If you read the current thinking on the balance of forces among the nuclear powers, it is clear that America now has finally achieved superiority. While the Sovs were sinking into the muck and the Chinese were busy with internal strife and then building factories, America was very busy modernizing, MIRVING, MARVING, and improving the CEP of its thermonuclear arsenal. China's nuclear 'deterrent', with its 18 liquid fueled (takes 2 hours!), single warhead, stationary ICBMs is considered laughable by the Pentagon. Russia is not much better. Their triad is almost gone, on a good day they may have one boomer under the sea. The bombers are obsolete, not dangerous at all anymore. Current strategic analysts now believe that America has finally achieved first strike capability. It may even be true. In fact it probably is true. MAD was the only true limit on American power and now that is gone. This fact alone changes everything.

So, to "oversimplify" again. America needs the oil, wants global hegemony and thinks that they can do it. All these silly objections about who owns stock in America, or how some other country or the UN will "feel" about it, don't matter much to the fascist/strategic/pragmatic mind. It needs to be done (their thinking not mine) it can be done, it will be done.

If you don't take the oil, where will you get your fuel for your SUVs? Biofuel? Switch grass?

America will take the oil, your way of life depends on it. And yes, nukyouler weapons are very much, on the table.

more on MAD: http://tinyurl.com/ebtv3 (foreign policy magazine)

"To robbery, slaughter, plunder, they give the lying name of empire.." so true.

Friday, March 21, 2008 11:54 AM

Actually, the "facts" agree with Shooter -- sometimes...

Jeebus! I never thought I would say that.

Any occupation is farking Brutal. BRUTAL.

Depending on who you talk to, Iraq has lost between 60,000 and 1.2 million killed.

A good comparison is Poland. The population prior to the war was roughly the same as Iraq, @ 34,849,000. By the end of the occupation, which again is roughly about as long as America has been occupying Iraq, they had lost 5,600,000 people or 16.07%

The Germans killed 5 times as many people as the Americans. One could compare Iraq with occupied Norway, who lost "only" .042 of their population but then the Germans considered them fellow Aryans.

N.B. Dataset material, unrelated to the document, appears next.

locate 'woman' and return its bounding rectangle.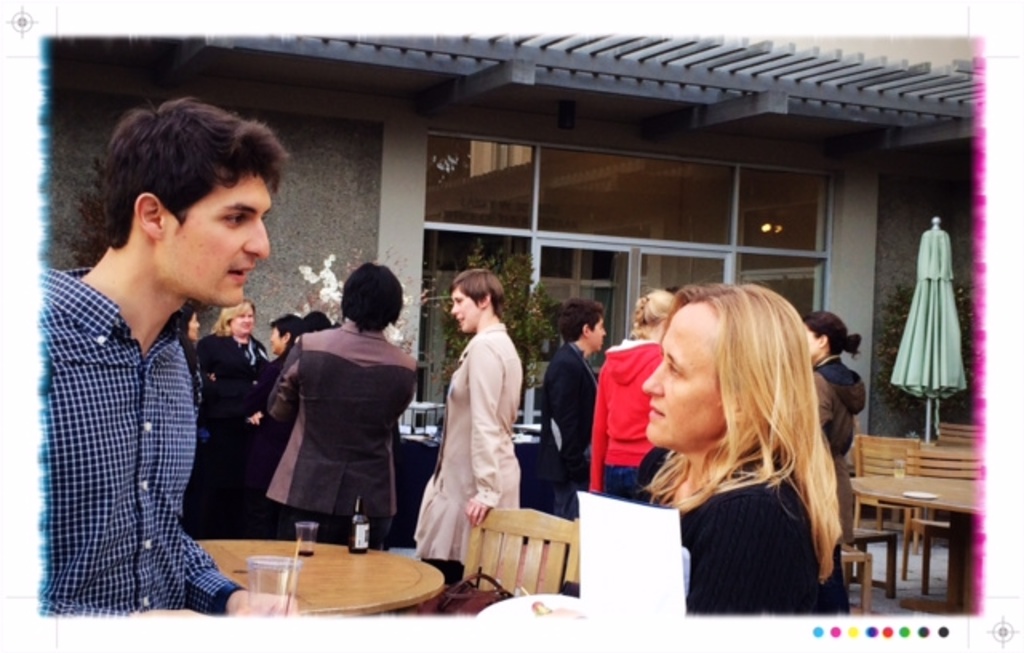
left=603, top=282, right=869, bottom=624.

France lost 562,000 -- a "mere" 1.35% of their population, but then they, despite the fact that after the war, every second Frenchman claimed to have been a Maquis, did not resist to the extent that the Iraqis have.

If the low number is true, then, in historical terms, the Iraqi occupation has been kind indeed, even the higher number does not approach the Germans, forget the Mongols who tended to kill, well... everyone.

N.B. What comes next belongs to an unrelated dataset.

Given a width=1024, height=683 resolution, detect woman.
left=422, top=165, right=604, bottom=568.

If America wanted to, using conventional weapons alone, kill every man jack in Iraq, in about a week.

Having said that 1.2 million dead Iraqis is still a stack of bodies approximately 189 miles high.

Friday, March 21, 2008 12:06 PM

If Mongols and Nazis are your yardstick

If you want to compare the actions of America today with the depravities of primitive nomadic tribes people who wandered the Steppes nearly a thousand years ago or with the Nazis who managed to "elevate" themselves to that same historical standard of depravity, and then somehow feel good about it. Well go ahead.

Perhaps the Iranians who not attacked anyone, anywhere, for hundreds of years would be a better standard.

Friday, March 21, 2008 12:13 PM

@ anonomust Let's put this Bush is a torturer canard to rest

Bush tortured and tortures. No doubt about. It is not new though. Not at all. It is time to remember your history.

The US has used torture for decades. All that's new is the openness about it.

By ignoring past abuses, opponents of torture are in danger of pushing it back into the shadows instead of abolishing it.

It was the "Mission Accomplished" of George Bush's second term, and an announcement of that magnitude called for a suitably dramatic location. But what was the right backdrop for the infamous "We do not torture" declaration? With characteristic audacity, the Bush team settled on downtown Panama City.

It was certainly bold. An hour and a half's drive from where Bush stood, the US military ran the notorious School of the Americas from 1946 to 1984, a sinister educational institution that, if it had a motto, might have been "We do torture".